The data shown below were collected from the profiles of 2 X users who shared this research output. Click here to find out more about how the information was compiled.
Mendeley readers

Mendeley readers

The data shown below were compiled from readership statistics for 33 Mendeley readers of this research output. Click here to see the associated Mendeley record.

Geographical breakdown

Country Count As %
Brazil 1 3%
Unknown 32 97%

Demographic breakdown

Readers by professional status Count As %
Student > Bachelor 6 18%
Student > Master 6 18%
Student > Ph.

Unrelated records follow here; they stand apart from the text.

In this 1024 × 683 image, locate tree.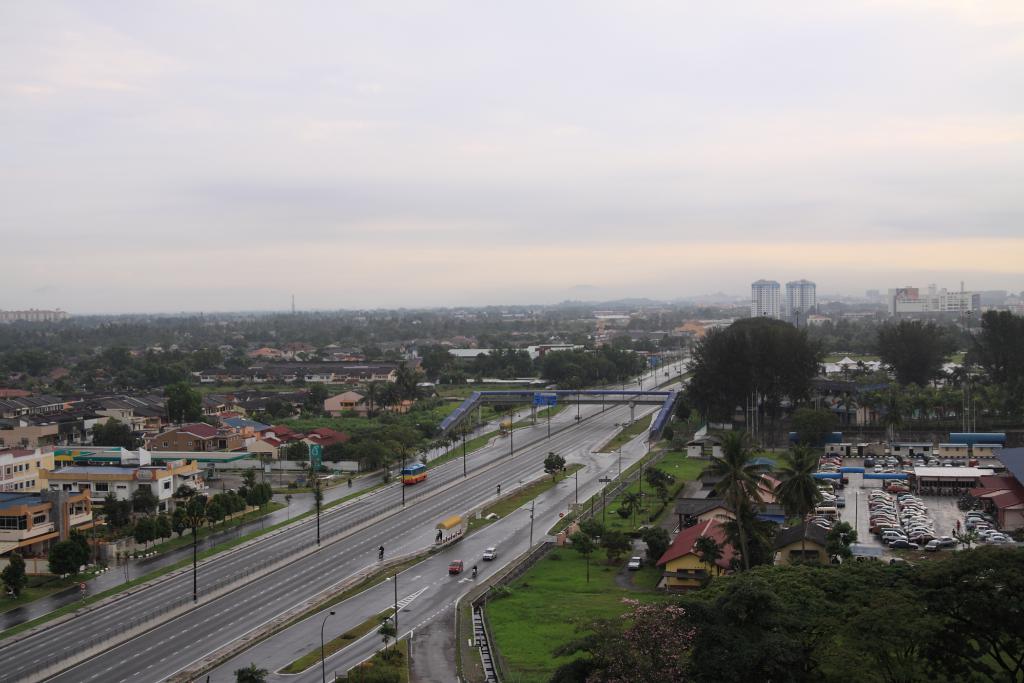
Bounding box: 963:308:1023:389.
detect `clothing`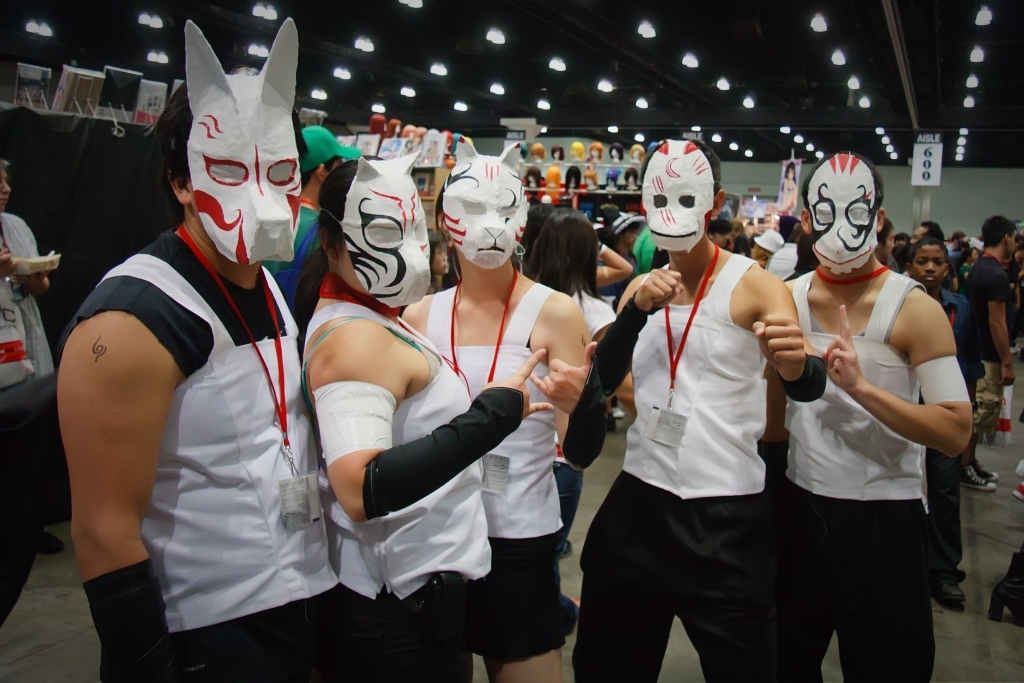
BBox(786, 275, 939, 682)
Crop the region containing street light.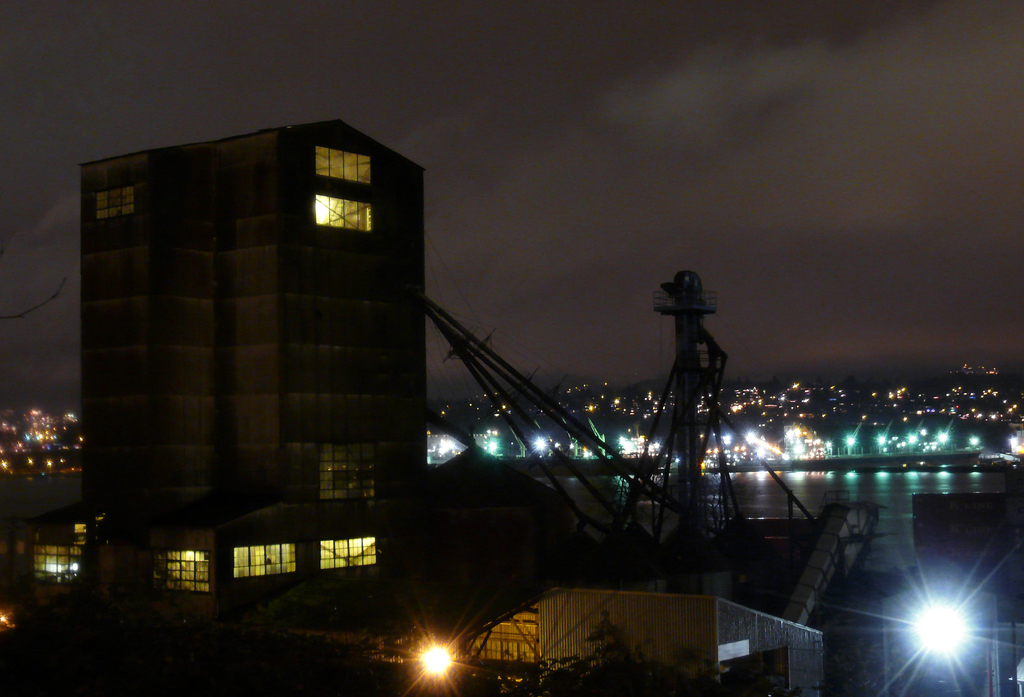
Crop region: left=932, top=428, right=949, bottom=453.
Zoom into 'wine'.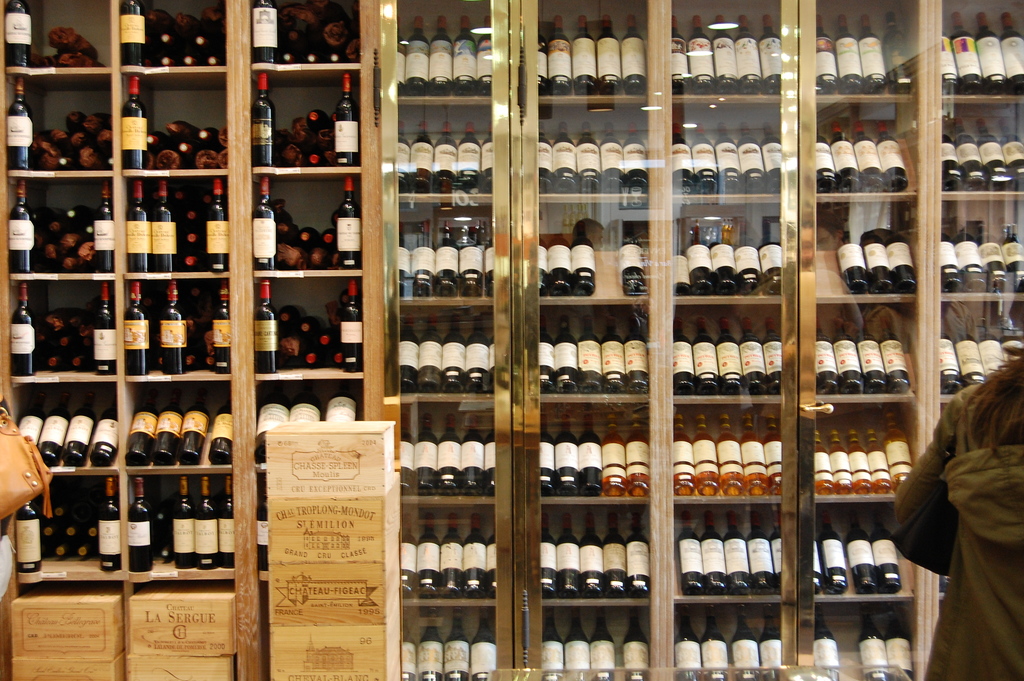
Zoom target: (672, 14, 691, 95).
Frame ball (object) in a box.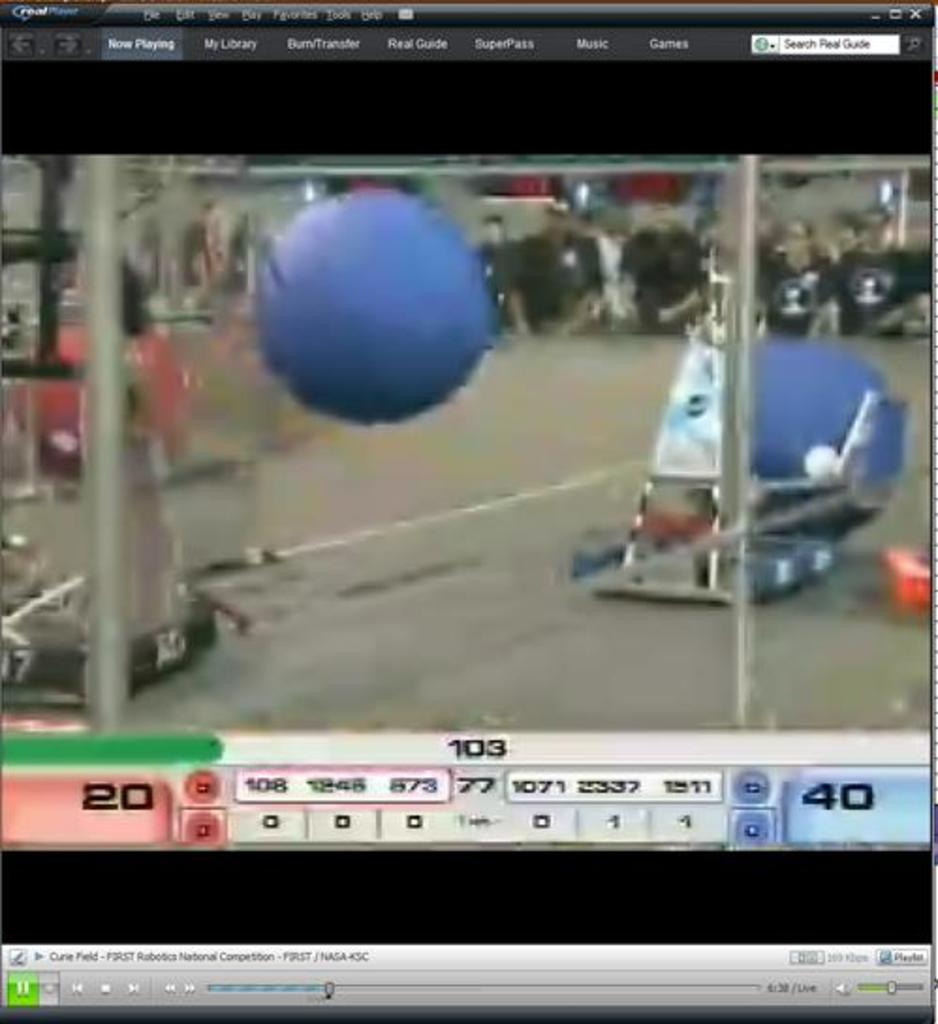
(left=256, top=188, right=498, bottom=425).
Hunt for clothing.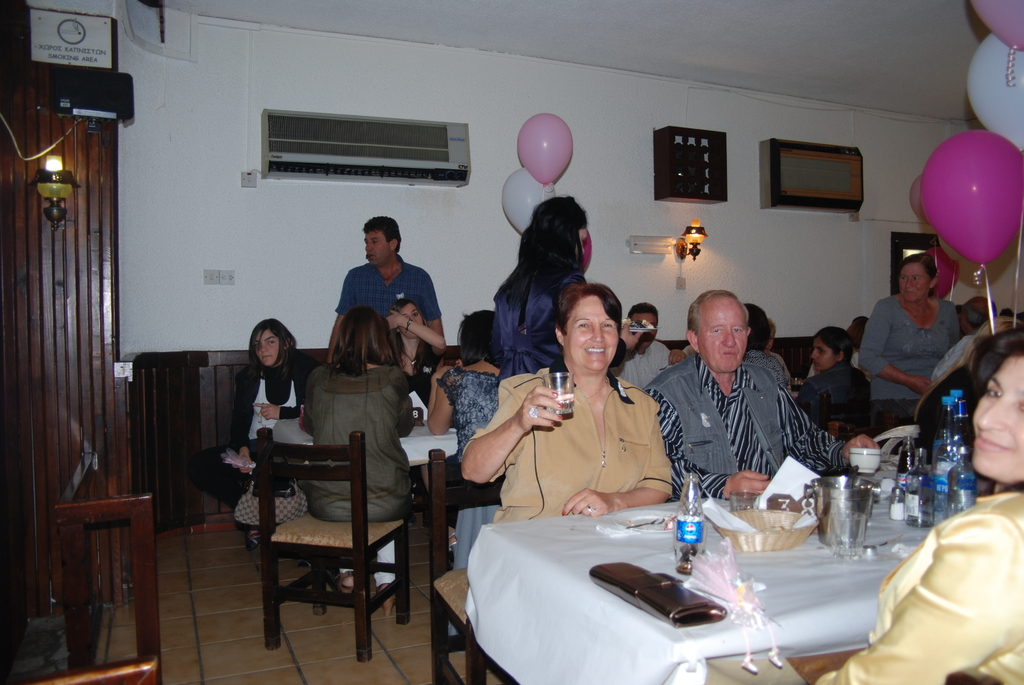
Hunted down at 641:342:846:502.
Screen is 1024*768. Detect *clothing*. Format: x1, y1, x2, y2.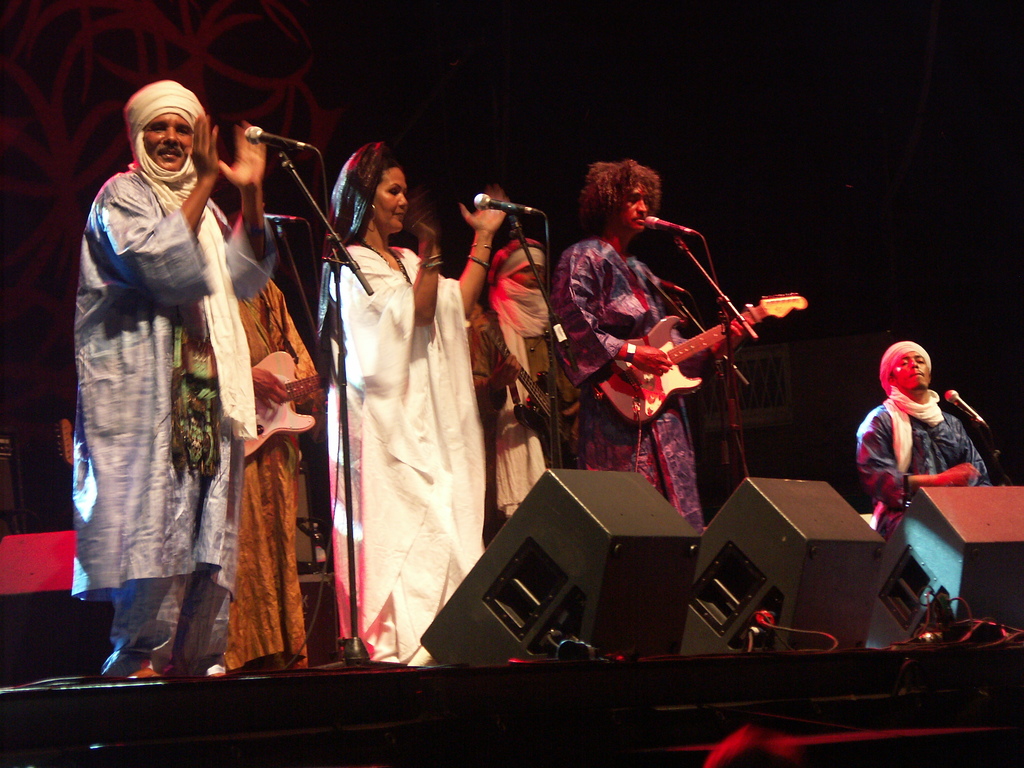
315, 246, 486, 667.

D. Student 5 15%
Researcher 4 12%
Student > Doctoral Student 3 9%
Other 3 9%
Unknown 6 18%
Readers by discipline Count As %
Agricultural and Biological Sciences 9 27%
Biochemistry, Genetics and Molecular Biology 5 15%
Medicine and Dentistry 4 12%
Engineering 2 6%
Nursing and Health Professions 1 3%
Other 5 15%
Unknown 7 21%
Attention Score in Context

Attention Score in Context

This research output has an Altmetric Attention Score of 1. This is our high-level measure of the quality and quantity of online attention that it has received. This Attention Score, as well as the ranking and number of research outputs shown below, was calculated when the research output was last mentioned on 27 November 2014.
All research outputs
#18,384,336
of 22,771,140 outputs
Outputs from Molecular and Cellular Biochemistry
#1,559
of 2,300 outputs
Outputs of similar age
#261,926
of 361,642 outputs
Outputs of similar age from Molecular and Cellular Biochemistry
#14
of 37 outputs
Altmetric has tracked 22,771,140 research outputs across all sources so far. This one is in the 11th percentile – i.e., 11% of other outputs scored the same or lower than it.
So far Altmetric has tracked 2,300 research outputs from this source. They receive a mean Attention Score of 3.9. This one is in the 21st percentile – i.e., 21% of its peers scored the same or lower than it.
Older research outputs will score higher simply because they've had more time to accumulate mentions. To account for age we can compare this Altmetric Attention Score to the 361,642 tracked outputs that were published within six weeks on either side of this one in any source. This one is in the 16th percentile – i.e., 16% of its contemporaries scored the same or lower than it.
We're also able to compare this research output to 37 others from the same source and published within six weeks on either side of this one. This one is in the 43rd percentile – i.e., 43% of its contemporaries scored the same or lower than it.